Proceedings of the
35th European Safety and Reliability Conference (ESREL2025) and
the 33rd Society for Risk Analysis Europe Conference (SRA-E 2025)
15 – 19 June 2025, Stavanger, Norway

Improvement of Mountain Natural Risks Analysis: Assessment of Reach, Seasonal Exposure and Presence Probabilities

Jean-Marc Tacnet1, Jean Dezert2, Simon Carladous3 and Christophe Bérenguer4

1Univ. Grenoble Alpes, CNRS, INRAE, IRD, Grenoble INP, IGE, France.

2ONERA, The French Aerospace Lab, France.

3Dir. risques naturels, ONF-RTM,ONERA, France.

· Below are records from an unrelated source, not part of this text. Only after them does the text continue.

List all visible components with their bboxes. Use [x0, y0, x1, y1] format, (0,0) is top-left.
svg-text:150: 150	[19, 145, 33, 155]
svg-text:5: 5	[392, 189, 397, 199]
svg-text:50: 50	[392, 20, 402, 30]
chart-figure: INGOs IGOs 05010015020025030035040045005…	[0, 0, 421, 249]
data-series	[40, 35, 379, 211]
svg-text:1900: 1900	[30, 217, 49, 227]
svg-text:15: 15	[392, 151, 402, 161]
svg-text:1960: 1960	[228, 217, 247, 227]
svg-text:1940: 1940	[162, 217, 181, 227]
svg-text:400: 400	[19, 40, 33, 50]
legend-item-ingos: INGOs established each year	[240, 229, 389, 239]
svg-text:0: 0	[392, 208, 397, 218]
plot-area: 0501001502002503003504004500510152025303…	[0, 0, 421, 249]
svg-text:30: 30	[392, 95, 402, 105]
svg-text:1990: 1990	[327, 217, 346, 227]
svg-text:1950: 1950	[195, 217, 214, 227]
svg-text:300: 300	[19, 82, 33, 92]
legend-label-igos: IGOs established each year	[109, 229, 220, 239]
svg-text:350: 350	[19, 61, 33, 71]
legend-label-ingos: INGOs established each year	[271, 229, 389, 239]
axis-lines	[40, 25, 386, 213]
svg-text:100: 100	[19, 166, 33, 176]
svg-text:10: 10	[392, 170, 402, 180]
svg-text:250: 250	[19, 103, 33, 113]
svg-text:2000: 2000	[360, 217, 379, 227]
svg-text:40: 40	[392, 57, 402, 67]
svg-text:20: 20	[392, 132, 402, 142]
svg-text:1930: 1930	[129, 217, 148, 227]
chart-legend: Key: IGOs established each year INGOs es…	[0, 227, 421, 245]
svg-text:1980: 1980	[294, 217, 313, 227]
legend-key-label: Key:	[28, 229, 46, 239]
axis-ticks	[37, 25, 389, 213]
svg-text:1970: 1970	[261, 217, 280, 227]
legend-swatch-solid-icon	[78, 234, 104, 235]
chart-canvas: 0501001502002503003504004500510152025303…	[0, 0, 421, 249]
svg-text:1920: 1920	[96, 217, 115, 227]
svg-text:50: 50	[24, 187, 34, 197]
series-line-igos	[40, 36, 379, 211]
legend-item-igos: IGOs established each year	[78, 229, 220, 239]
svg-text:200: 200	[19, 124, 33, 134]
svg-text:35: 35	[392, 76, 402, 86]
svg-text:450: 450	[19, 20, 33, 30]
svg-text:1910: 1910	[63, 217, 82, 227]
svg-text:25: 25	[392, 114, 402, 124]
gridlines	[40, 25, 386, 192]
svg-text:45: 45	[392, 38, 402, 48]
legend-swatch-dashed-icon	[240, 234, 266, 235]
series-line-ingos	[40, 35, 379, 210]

4Univ. Grenoble Alpes, CNRS, Grenoble-INP, Gipsa-lab, France.

ABSTRACT

Mountain natural phenomena threaten people and infrastructures. Risk-informed decision making to select risk reduction measures always starts with risk analysis. Natural risks are assessed through a combination of hazard, exposure and vulnerability (equivalent to severity and probability in industrial technological contexts). In practice, characterizing the exposure is indeed not that easy since for a given magnitude, a phenomenon can have several possible trajectories, each of them corresponding to a sub-scenario with a given conditional probability. Seasonal mountain phenomena occurrence and human touristic occupation are highly variable inducing peaks in occupancy rates. This paper addresses the issue of operational assessment of assets exposure considering their seasonal reach and presence probability for different phenomenon sub-scenarios. Simplified and practical methodologies are proposed to first calculate risk based on seasonal phenomenon occurrence and exposure and secondly calculate the reach probabilities of their spatial extent. Simple examples are given for a first single phenomenon (torrential flood) and demonstrate the influence of seasonal occurrence and presence hypothesis on calculated risks. Methodologies can be extended to deal with multi-risk contexts.

Keywords: Mountain, Natural risks, Scenarios, Risk analysis, Exposure, Reach probability, Presence probability.